The following morning after the handover, when Chua had gone home, other nurses realised something was amiss with the prescribed dosages of drugs on some patient prescription charts. They noticed “crude alterations” had been made to the charts of Pawlyszyn and five other women aged 79 to 92. But by then the wrong dosage had been administered to another victim, Theresa Bailey, who fortunately suffered no significant ill effects.

Chua was arrested at home in Stockport on 5 January 2012. Police had produced a Venn diagram plotting the suspicious hypoglycaemic episodes against the staff working the shifts when and where the episodes occurred. Only one name found its way into the intersection as the common denominator: Victorino Chua, who came to the UK from his native Philippines in February 2002 on a temporary two-year work permit.

Born on 30 October 1965, he qualified with a degree in nursing and during the 1990s practised as a nurse in Manila.

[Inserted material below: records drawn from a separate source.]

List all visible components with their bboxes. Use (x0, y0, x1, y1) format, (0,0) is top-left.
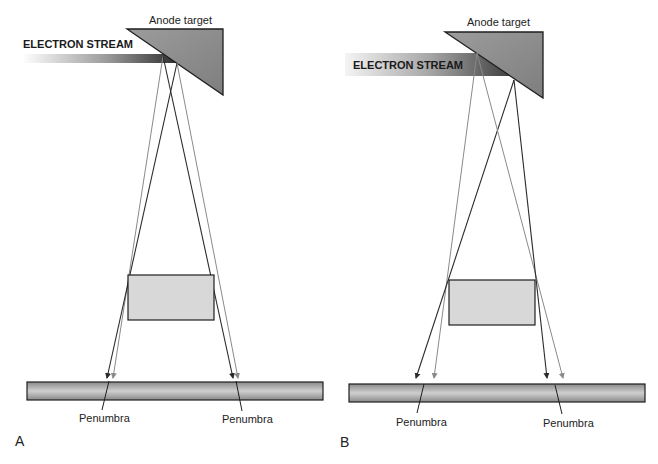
light-ray-left (113, 56, 163, 378)
electron-stream-beam (22, 54, 177, 63)
penumbra-diagram: Anode target ELECTRON STREAM Penumbra Pe… (0, 0, 658, 464)
image-receptor (27, 382, 323, 400)
penumbra-label-left: Penumbra (396, 416, 448, 428)
object (128, 275, 214, 320)
penumbra-label-right: Penumbra (543, 417, 595, 429)
dark-ray-left (107, 63, 177, 378)
light-ray-right (177, 63, 238, 378)
anode-target-label: Anode target (149, 14, 212, 26)
dark-ray-right (163, 56, 233, 378)
panel-label-a: A (15, 433, 25, 449)
anode-target-label: Anode target (467, 16, 530, 28)
electron-stream-label: ELECTRON STREAM (353, 59, 463, 71)
electron-stream-label: ELECTRON STREAM (23, 38, 133, 50)
light-ray-right (477, 53, 563, 378)
panel-label-b: B (340, 434, 349, 450)
penumbra-label-right: Penumbra (222, 413, 274, 425)
object (449, 280, 535, 325)
dark-ray-right (514, 80, 547, 378)
penumbra-label-left: Penumbra (79, 412, 131, 424)
panel-a: Anode target ELECTRON STREAM Penumbra Pe… (15, 14, 323, 449)
dark-ray-left (416, 80, 514, 378)
panel-b: Anode target ELECTRON STREAM Penumbra Pe… (340, 16, 645, 450)
image-receptor (349, 384, 645, 402)
light-ray-left (434, 53, 477, 378)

In 2003, he was registered in the UK as a nurse and in 2008 was naturalised as a UK citizen and settled with his wife and two children in Stockport. In 2009, he was appointed to the post of staff nurse at the Stockport NHS foundation trust and on 1 June 2009 he started working at Stepping Hill.

During the three-month trial no motive ever really emerged for why Chua decided to kill his patients. In the vast majority of cases, his victims were chosen by fate, after he contaminated products or altered prescription charts at random. As prosecutor Peter Wright QC put it when he opened the case in January: “It was, to a degree, a lottery as to who was treated with a contaminated product and who was not.”

Yet on occasion he was solely responsible for the care of his victims when they suffered an unexpected hypoglycaemic attack, and chose to do nothing about it, other than to conceal it on the medical notes of observations.

Wright said to the jury: “You can draw your own conclusions as to why someone seized with the responsibility of caring for a patient should elect to do that. We say only he knows the real reason for his conduct. It is his responsibility for it that we seek to establish, not what caused him to do it and to turn from a man who had dedicated his life to caring for others, to harming them.”

The only clue as to Chua’s state of mind came in a letter he had written but never sent, discovered by police during a search of his home following his arrest. In the letter, dismissed as “the bitter nurse confession” by Chua, the nurse said he was “an angel turned into an evil person” and “there’s a devil in me”, who had things he would “take to the grave”.

The crown accepted Chua had written the document at the suggestion of a counsellor during a therapy session in June 2010 – a year before he went on his poisoning campaign.

But Wright told the jury: “We say this letter, in the form of autobiography, was a living and unfinished document. There was unfinished business. It is a narrative of his life, of his feelings, of his pent-up frustrations. It was a portent of things to come and of what he had done.

“It is an insight into his thought process during a period of considerable anger and disharmony both at home and at work which coincided with these events. The evidence points sadly to a man who, for reasons truly known only to himself, decided to take out his frustrations on his and other’s patients.”